Warren Dawson - Solo Exhibition
Head On Festival 2016
Opening night - Friday the 6th of May
6 - 9pm
There are two reasons for the title of this exhibition. It is a composite of landscape photographs from two successful submissions to the Head On judges; and it shares visions of the natural world with those of the human altered world, in an increasingly arbitrary dichotomy. The two visions are divided by a dissonance of perception on one level, but are semiotically united on another through the use of the word 'landscape'.
In 1990 George Seddon wrote a piece in Meanjin, in which he posited that landscape came into the English language in the 17th century from the Dutch "landschap", a painters’ term signifying a specific kind of detached, aesthetic contemplation. It retained this sense into the 19th century, only losing its clarity when the first university course in “landscape architecture” was introduced in America at the turn of the 20th century.
A linguistic confusion has thus arisen, as if “landscape” has the same physical reality as 'land' or 'territory', rather than the way we look at or imagine that land. Whether what we see works for us depends on the way in which our particular personal experiences are linked to the object of contemplation.
Warren Dawson was a Head On Landscape Finalist in 2015, and his photographs have been published in several online blogs and magazines. In 2015 he was commissioned by a London publisher for a portfolio of photographs for a book, since released, about the changing landscape of Brisbane. The photographs for this exhibition were drawn primarily from his personal Australian regional collections.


## EXERCISE PROMPT
Report all lines of the records that contain "label".

## PROVIDED RECORDS
------------------------------------
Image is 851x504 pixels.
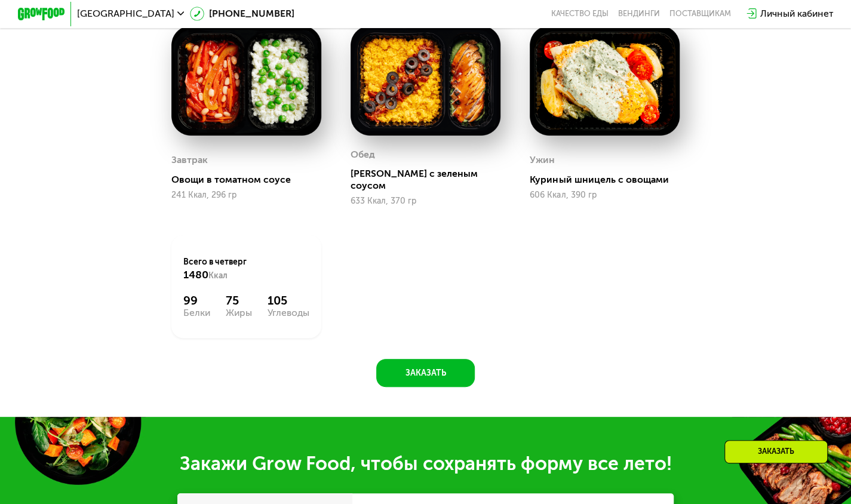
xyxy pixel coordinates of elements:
[530,174,689,186] div: Куриный шницель с овощами
[551,9,609,18] a: Качество еды
[268,308,310,318] div: Углеводы
[190,6,295,21] a: [PHONE_NUMBER]
[670,9,731,18] div: поставщикам
[171,151,208,169] div: Завтрак
[351,146,375,164] div: Обед
[760,6,833,21] div: Личный кабинет
[618,9,660,18] a: Вендинги
[183,268,208,281] span: 1480
[530,191,680,200] div: 606 Ккал, 390 гр
[226,308,252,318] div: Жиры
[183,308,210,318] div: Белки
[183,294,210,308] div: 99
[530,151,555,169] div: Ужин
[724,440,828,463] div: Заказать
[351,168,510,192] div: [PERSON_NAME] с зеленым соусом
[171,174,331,186] div: Овощи в томатном соусе
[183,256,310,283] div: Всего в четверг
[376,359,475,388] button: Заказать
[351,196,500,206] div: 633 Ккал, 370 гр
[208,271,228,281] span: Ккал
[77,9,174,18] span: [GEOGRAPHIC_DATA]
[226,294,252,308] div: 75
[268,294,310,308] div: 105
[171,191,322,200] div: 241 Ккал, 296 гр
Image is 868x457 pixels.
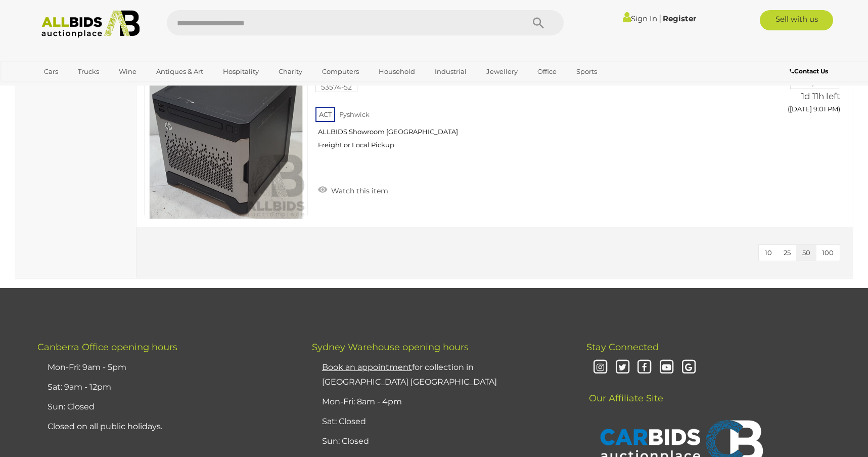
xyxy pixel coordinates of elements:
[319,432,561,451] li: Sun: Closed
[319,392,561,412] li: Mon-Fri: 8am - 4pm
[323,55,726,156] a: HP ProLiant MicroServer Gen8 Intel Celeron (G1610T) 2.30GHz CPU Server w/ 16GB DDR3 53574-52 ACT ...
[635,359,653,376] i: Facebook
[216,63,265,80] a: Hospitality
[36,10,146,38] img: Allbids.com.au
[513,10,564,35] button: Search
[45,417,287,436] li: Closed on all public holidays.
[372,63,421,80] a: Household
[322,362,412,372] u: Book an appointment
[71,63,106,80] a: Trucks
[531,63,563,80] a: Office
[591,359,609,376] i: Instagram
[816,245,840,261] button: 100
[272,63,309,80] a: Charity
[680,359,697,376] i: Google
[789,66,830,77] a: Contact Us
[428,63,473,80] a: Industrial
[312,341,469,353] span: Sydney Warehouse opening hours
[480,63,524,80] a: Jewellery
[663,14,696,23] a: Register
[741,55,843,118] a: $34 bobbytables 1d 11h left ([DATE] 9:01 PM)
[319,412,561,432] li: Sat: Closed
[789,67,828,75] b: Contact Us
[45,397,287,417] li: Sun: Closed
[316,182,391,197] a: Watch this item
[759,10,833,31] a: Sell with us
[112,63,143,80] a: Wine
[586,341,659,353] span: Stay Connected
[778,245,797,261] button: 25
[45,357,287,377] li: Mon-Fri: 9am - 5pm
[586,377,663,403] span: Our Affiliate Site
[614,359,631,376] i: Twitter
[316,63,365,80] a: Computers
[38,80,123,97] a: [GEOGRAPHIC_DATA]
[322,362,496,386] a: Book an appointmentfor collection in [GEOGRAPHIC_DATA] [GEOGRAPHIC_DATA]
[569,63,604,80] a: Sports
[758,245,778,261] button: 10
[765,248,771,256] span: 10
[45,377,287,397] li: Sat: 9am - 12pm
[796,245,816,261] button: 50
[329,186,388,196] span: Watch this item
[802,248,810,256] span: 50
[783,248,791,256] span: 25
[38,341,178,353] span: Canberra Office opening hours
[657,359,675,376] i: Youtube
[822,248,834,256] span: 100
[623,14,657,23] a: Sign In
[659,12,661,24] span: |
[38,63,64,80] a: Cars
[149,63,210,80] a: Antiques & Art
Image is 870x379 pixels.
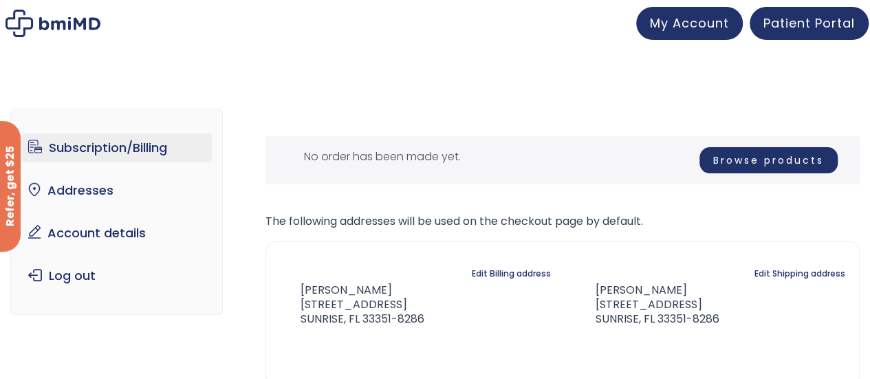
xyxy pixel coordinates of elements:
[650,14,729,32] span: My Account
[472,264,551,283] a: Edit Billing address
[749,7,868,40] a: Patient Portal
[280,283,424,326] address: [PERSON_NAME] [STREET_ADDRESS] SUNRISE, FL 33351-8286
[21,261,212,290] a: Log out
[265,136,859,184] div: No order has been made yet.
[763,14,854,32] span: Patient Portal
[5,10,100,37] img: My account
[21,176,212,205] a: Addresses
[10,109,223,315] nav: Account pages
[265,212,859,231] p: The following addresses will be used on the checkout page by default.
[573,283,719,326] address: [PERSON_NAME] [STREET_ADDRESS] SUNRISE, FL 33351-8286
[636,7,742,40] a: My Account
[699,147,837,173] a: Browse products
[21,133,212,162] a: Subscription/Billing
[21,219,212,247] a: Account details
[754,264,845,283] a: Edit Shipping address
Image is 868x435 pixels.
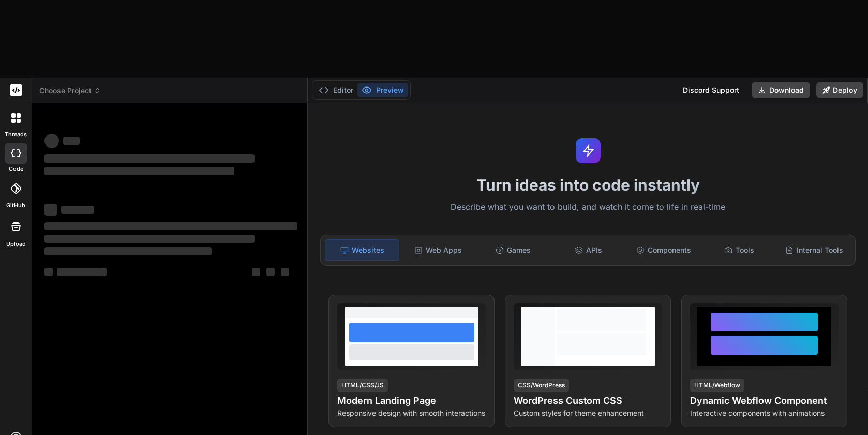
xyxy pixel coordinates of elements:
[63,137,80,145] span: ‌
[8,165,23,173] label: code
[676,81,745,98] div: Discord Support
[252,268,260,276] span: ‌
[627,239,701,261] div: Components
[267,268,275,276] span: ‌
[45,203,57,216] span: ‌
[7,201,25,210] label: GitHub
[45,134,59,148] span: ‌
[817,81,863,98] button: Deploy
[314,175,861,194] h1: Turn ideas into code instantly
[476,239,550,261] div: Games
[57,268,107,276] span: ‌
[5,130,27,138] label: threads
[45,167,235,175] span: ‌
[39,85,101,95] span: Choose Project
[690,408,839,418] p: Interactive components with animations
[777,239,851,261] div: Internal Tools
[690,379,745,391] div: HTML/Webflow
[514,408,662,418] p: Custom styles for theme enhancement
[514,393,662,408] h4: WordPress Custom CSS
[338,379,388,391] div: HTML/CSS/JS
[690,393,839,408] h4: Dynamic Webflow Component
[314,200,861,213] p: Describe what you want to build, and watch it come to life in real-time
[314,82,357,97] button: Editor
[7,239,26,248] label: Upload
[281,268,289,276] span: ‌
[357,82,408,97] button: Preview
[338,393,485,408] h4: Modern Landing Page
[702,239,776,261] div: Tools
[45,154,254,163] span: ‌
[338,408,485,418] p: Responsive design with smooth interactions
[552,239,626,261] div: APIs
[45,268,52,276] span: ‌
[401,239,475,261] div: Web Apps
[45,235,254,242] span: ‌
[514,379,569,391] div: CSS/WordPress
[752,81,810,98] button: Download
[45,247,211,255] span: ‌
[45,222,297,230] span: ‌
[325,239,399,261] div: Websites
[61,206,94,213] span: ‌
------------------------------------
## PROBLEM SOLUTION
[8,165,23,173] label: code
[7,201,25,210] label: GitHub
[5,130,27,138] label: threads
[7,239,26,248] label: Upload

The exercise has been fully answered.